A malicious Argo CD user with write access for a repository which is (or may be) used in a Helm-type Application may commit a symlink which points to an out-of-bounds file. If the target file is a valid YAML file, the attacker can read the contents of that file.
Sensitive files which could be leaked include manifest files from other Applications' source repositories (potentially decrypted files, if you are using a decryption plugin) or any YAML-formatted secrets which have been mounted as files on the repo-server.
Patches
A patch for this vulnerability has been released in the following Argo CD versions:
- v2.4.1
- v2.3.5
- v2.2.10
- v2.1.16
Workarounds
- If you are using >=v2.3.0 and do not have any Helm-type Applications, disable the Helm config management tool.
Mitigations
- Avoid mounting YAML-formatted secrets as files on the repo-server.
- Upgrade to >=2.3.0 to significantly reduce the risk of leaking out-of-bounds manifest files. Starting with 2.3.0, repository paths are randomized, and read permissions are restricted when manifests are not being actively being generated. This makes it very difficult to craft and use a malicious symlink.
Best practices which can mitigate risk
- Limit who has push access to manifest repositories.

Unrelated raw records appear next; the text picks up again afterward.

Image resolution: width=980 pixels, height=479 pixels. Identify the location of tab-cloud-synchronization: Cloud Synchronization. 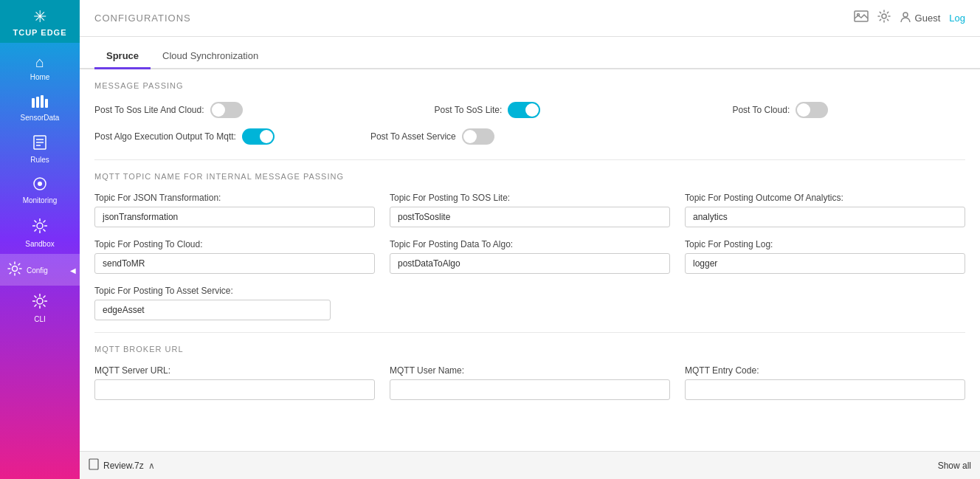
(210, 57).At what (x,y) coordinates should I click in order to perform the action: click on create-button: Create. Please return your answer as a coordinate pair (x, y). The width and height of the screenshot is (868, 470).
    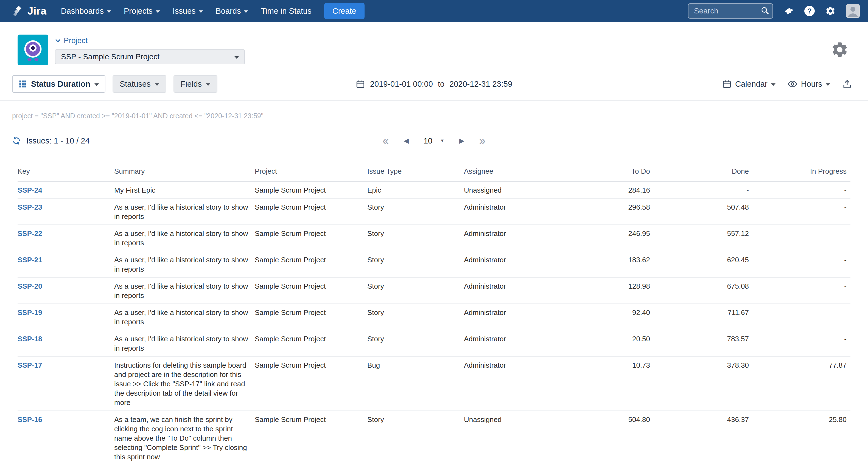
    Looking at the image, I should click on (344, 11).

- Limit who is allowed to configure new source repositories.
Credits
Disclosed by ADA Logics in a security audit of the Argo project sponsored by CNCF and facilitated by OSTIF. Thanks to Adam Korczynski and David Korczynski for their work on the audit.
References
- List of types of Applications, including Helm-type
- RBAC documentation, showing how to limit repository permissions
For more information
- Open an issue in the Argo CD issue tracker or discussions
- Join us on Slack in channel #argo-cd
Affected Packages
| Ecosystem | Package | Vulnerable range | Fix |
|---|---|---|---|
| 🐹Go | github.com/argoproj/argo-cd | ≥ 1.3.0&&< 2.1.16 | 2.1.16 |
| 🐹Go | github.com/argoproj/argo-cd/v2 | all versions | 2.1.16 |
| 🐹Go | github.com/argoproj/argo-cd/v2 | ≥ 2.2.0&&< 2.2.10 | 2.2.10 |
| 🐹Go | github.com/argoproj/argo-cd/v2 | ≥ 2.3.0&&< 2.3.5 | 2.3.5 |
| 🐹Go | github.com/argoproj/argo-cd/v2 | ≥ 2.4.0&&< 2.4.1 | 2.4.1 |
Detection & mitigation playbook
Open-source dependencyDetect
Scan your dependency tree (package-lock.json, pnpm-lock.yaml, requirements.txt, go.sum, etc.) for github.com/argoproj/argo-cd. O3's reachability analysis confirms whether the vulnerable code path is actually invoked in your application, so you act on real exposure instead of every transitive match.
Fix
Update github.com/argoproj/argo-cd to 2.1.16 or later, then make sure no transitive (indirect) dependency still pins the vulnerable range — O3 confirms GHSA-q4w5-4gq2-98vm is resolved across your whole dependency graph.
Workarounds
If you can't upgrade right away: gate or disable the affected feature, validate untrusted input at the boundary, and avoid passing attacker-controlled data into the vulnerable path. O3's runtime protection blocks exploitation in production as an interim safeguard until the upgrade lands.
How O3 protects you
O3 pinpoints whether GHSA-q4w5-4gq2-98vm is reachable in your code and exactly where to fix it, then blocks exploitation in production at runtime until the patched version is deployed.
Tailored to GHSA-q4w5-4gq2-98vm. Runtime protection reduces exposure until a permanent patch is applied and verified — it complements patching, it doesn't replace it.
Frequently Asked Questions
Is GHSA-q4w5-4gq2-98vm in your dependencies?
O3 detects GHSA-q4w5-4gq2-98vm across Go dependencies and uses function-level reachability to confirm whether the vulnerable code path is actually reachable — not just present. No false positives.